Despite its crumbling, overcrowded facilities, Booker T had built an impressive educational program and had become a prototype for arts magnets nationwide. Dallas is home to two of the top magnet schools in the nation (TAG and Science and Engineering), but Booker T held its own, producing 18 Presidential Scholars and turning out performers such as singers Norah Jones, Erykah Badu, and Edie Brickell, jazz pianist Frank LoCrasto, and Lost actress Elizabeth Mitchell.


“An artist is going to thrive no matter what. But it was very unfair to the students,” says Modaberri-Cornell, whose grandparents, parents, and three children also attended Booker T. “If we were producing that type of talent before, in a space like that—it’s endless now what they can accomplish.”


Burt Tansky, CEO of the Neiman Marcus Group, had no connection to Booker T and didn’t know much about the school before Flores made his pitch. His family gave upward of $250,000, and Tansky chaired the corporate fundraising committee. “All schools are terribly important to every community, but a school of this quality and this magnitude helps the city to become world-class,” he says. “It adds to the city’s strength. It’s as valuable to the city as any of the arts institutions. And they desperately needed the money.”


Flores and his battalion of fundraisers eventually secured donations from more than 1,000 individuals, foundations, and corporations. The largest private contribution came from philanthropist Nancy Hamon, who gave $10 million. In all, $33.3 million in private funds was raised, $1.3 million more than the goal. In 2006, to accommodate construction, Booker T’s students were sent to temporary classrooms; in April of this year they returned. Dance student Harry Feril, who had literally scraped his head on the low ceiling of the temporary school, took one look at the multistory dance studio and leapt from one side of the room to the other. The new wing added 170,000 square feet of studio and performance space ensconced in a contemporary plum brick with iron flashing that echoes the adjoining historic brick building. Inside, the open industrial design with exposed ductwork, concrete floors, and soaring ceilings evokes Andy Warhol’s Factory (minus the bacchanalia and drag weddings). 

Molly Welch, part of the last class that will have spent time at both the old and new schools, says, “I feel like I’m in the art, I’m part of it.”

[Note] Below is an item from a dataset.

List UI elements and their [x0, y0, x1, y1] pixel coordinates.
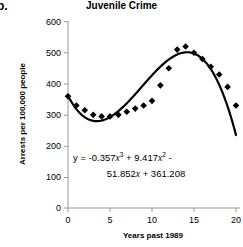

“It’s incredible,” says Molly Welch, a senior and student ambassador for the school. She is part of the last class that spent time in both the old and new Booker T. Settling onto a bench in the courtyard after school one recent afternoon, she gives the new facility rave reviews, extolling the professional feel of the new Montgomery Theatre, where students are preparing the stage for what will be the inaugural performance, a work adapted from Moliere called Scapino. She’s in awe over the transparent internal design of the building, where one is surrounded by the hum and motion of young artists at work the moment you walk through the front doors. “I feel like I’m in the art, I’m part of it,” she says, looking skyward and pulling her knees toward her heart. “It’s so nice to be back home. We are so lucky.”